Im lying on my tummy with 20-plus accupuncture needles in my lower back and butt to treat a sore tail bone. Lots of fun.
Feel better Michael!
So much to learn...
Well said! The fun of DIY is the learning.
You can learn the basic concepts by reading some good books.
The Loudspeaker Cookbook - Vance Dickason
Testing Loudspeakers - Joe D'Appolito
and of course, diyaudio.com has great info for every level.
Next, learn to use the measuring and simulation tools. This is really where it's at nowadays. The clarity and tonal balance you are expecting when buying such good drivers requires flat FR and good driver integration (phase, dispersion, FR.) You can guess by listening to music if it's good or not good, but you'll delude yourself and miss opportunities for improvement. Seeing the exact problem on paper and learning how to fix it is better. Test listening to changes with others is important. Your brains hook up telepathically and you can hear flaws better together than you can alone. Having friends over to listen to your system and listening to others' is the best way to improve your system and to go broke.
Another good way to learn XO design is to find local DIY speaker guys who know more than you and ask for their help with your speakers, just as you are planning to do. The biggest obstacle to the fun of DIY speaker building is the cost of the parts, so if you supply the parts, you can find people willing to share in your fun. One or two of them might really know what they're doing and you can learn a TON, because you can ask them questions specific to your problem at hand and they explain it in a way you can understand right now. But if you want them to do it for you, they might want to get paid. If you do it yourself and ask them for ton of help, they will enjoy playing Yoda for you, as long as you take their advice and go do it yourself. Gets back to The fun of DIY is the learning. Sometimes it doesn't seem fun when you don't understand. But full immersion in problems forces solutions and gives experience which is different than knowledge.
Another good way to learn is buy some inexpensive but good drivers that are popular among DIYers, that you know work together, like Dayton, etc. The SBs will work too, but that's $700 instead of $200. But the Satoris add to the excitement and motivation to succeed, dreaming of magnificent audio fantasies! Then once you have the drivers in a box you can learn how to measure them, and how to simulate a crossover with your own drivers' measurements. Fiddle with the simulator, you'll learn what changing each part does. You may not understand why but you'll see the graphs change when you scroll the values. This is how you learn what changes to make when you hear a problem with your ears. Find a solution to the sim puzzle that gives flat FR and good phase response (you learned what that means from reading the books, or web articles, etc.)
Run your design by an expert for sanity check, then build your simulated crossover using moderately cheap parts at first. Measure with microphone to see if it matches your performance predictions and figure out why not (by asking questions of your friends or forum.) When it measures good and sounds good, then upgrade the parts if you want, be aware that better parts have may slightly different measurements of their own (coils,) and different psychological effects (resistors and caps) so some tweaking to taste is always necessary.
Two parallel 7" 8ohm satori woofers will give you 95dB midrange sensitivity in theory. The neo tweeter will need only a small resistor to match the woofers. But that's before baffle step correction, so you have two choices. Use a wide baffle to lower the BS freq and add bass drivers. Or, you could just add a simple active or passive line level filter ahead of your amp to do the BSC.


Your assignment »
Except for the pictures, write out all the records that follow exactly.
----------------------------------------
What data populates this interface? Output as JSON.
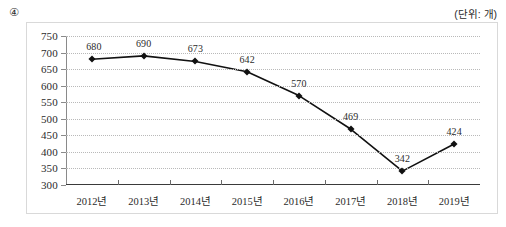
{
  "item_number": "④",
  "unit_label": "(단위: 개)",
  "chart_data": {
    "type": "line",
    "title": "",
    "xlabel": "",
    "ylabel": "",
    "categories": [
      "2012년",
      "2013년",
      "2014년",
      "2015년",
      "2016년",
      "2017년",
      "2018년",
      "2019년"
    ],
    "values": [
      680,
      690,
      673,
      642,
      570,
      469,
      342,
      424
    ],
    "data_labels": [
      "680",
      "690",
      "673",
      "642",
      "570",
      "469",
      "342",
      "424"
    ],
    "ylim": [
      300,
      750
    ],
    "yticks": [
      300,
      350,
      400,
      450,
      500,
      550,
      600,
      650,
      700,
      750
    ],
    "ytick_labels": [
      "300",
      "350",
      "400",
      "450",
      "500",
      "550",
      "600",
      "650",
      "700",
      "750"
    ],
    "grid": true,
    "legend": false,
    "series_color": "#111111",
    "grid_color": "#b9b9b9",
    "axis_color": "#3a3a3a"
  }
}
----------------------------------------
Answer section »
What data populates this interface? Output as JSON.
{
  "item_number": "④",
  "unit_label": "(단위: 개)",
  "chart_data": {
    "type": "line",
    "title": "",
    "xlabel": "",
    "ylabel": "",
    "categories": [
      "2012년",
      "2013년",
      "2014년",
      "2015년",
      "2016년",
      "2017년",
      "2018년",
      "2019년"
    ],
    "values": [
      680,
      690,
      673,
      642,
      570,
      469,
      342,
      424
    ],
    "data_labels": [
      "680",
      "690",
      "673",
      "642",
      "570",
      "469",
      "342",
      "424"
    ],
    "ylim": [
      300,
      750
    ],
    "yticks": [
      300,
      350,
      400,
      450,
      500,
      550,
      600,
      650,
      700,
      750
    ],
    "ytick_labels": [
      "300",
      "350",
      "400",
      "450",
      "500",
      "550",
      "600",
      "650",
      "700",
      "750"
    ],
    "grid": true,
    "legend": false,
    "series_color": "#111111",
    "grid_color": "#b9b9b9",
    "axis_color": "#3a3a3a"
  }
}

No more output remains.